The low rainbow building of Eight Colors, near the spaceport of Procyon

Alpha, had not changed; and when Bart went in, as he had done a year

ago, it seemed that the same varnished girl was sitting before the same

glass desk, neon-edged and brittle, with the same chrome-tinged hair and

blue fingernails. She looked at Bart in his Lhari clothing, at Meta in

her Mentorian robe and cloak, at Ringg, and her unruffled dignity did

not turn a hair.

"May I help you?" she inquired, still not caring.

"I want to see Raynor One."

"On what business, please?"

"Tell him," said Bart, with immense satisfaction, "that his boss is

here--Bart Steele--and wants to see him right away."

It had a sort of disrupting effect. She seemed to go blurred at the

edges. After a minute, blinking carefully, she spoke into the

vision-screen, and reported, numbly, "Go on up, Mr. Steele."

He wasn't expecting a welcome. He said so as the elevator rose. "After

all, if I'd never come back, he'd doubtless have inherited the whole

Eight Colors line, unencumbered. I don't expect he'll be happy to see

me. But he's the only one I can turn to."

The elevator stopped, opened. They stepped out, and a man stepped

nervously toward them. For a moment, expecting Raynor One, Bart was

deceived; then as the man's face spread in a smile of welcome, he

stopped in incredulous delight.

"Raynor Three!"

In overflowing gladness, Bart hugged him. It was like a meeting with the

dead. He felt as if he had really come home. "But--but you remember me!"
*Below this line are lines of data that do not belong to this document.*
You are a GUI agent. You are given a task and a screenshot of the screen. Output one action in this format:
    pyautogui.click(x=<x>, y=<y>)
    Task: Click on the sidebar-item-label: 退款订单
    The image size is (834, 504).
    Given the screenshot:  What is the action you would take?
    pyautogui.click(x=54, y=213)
he exclaimed, backing away, in amazement.

Slowly, the man nodded. His eyes were grave. "Yes. I decided it wasn't

worth it, Bart, to go on losing everything that meant anything to me.

Even if it meant I had to give up the stars, never travel again except

as a passenger, I couldn't go on being afraid to remember, never knowing

the consequences or responsibilities of what I'd done." His sad smile

was strangely beautiful. "The Multiphase sailed without me. I've been

here, hoping against hope that someday I'd know the rest."

Associations clicked into place in Bart's mind. The Multiphase. So

Raynor Three was the Mentorian who had smuggled David Briscoe off the

ship, and whose memories, wrung out by the Lhari captain of that ship,

had touched off so many deaths. But he had paid for that--paid many

times over. And now must he pay for this, too?

Raynor One strode toward them. "So it's really you. I thought it might

be a trap, but Three wouldn't listen. Word came from Antares that

Montano had been arrested and his ship confiscated for illegal landing

on Lharillis. I thought you were probably dead."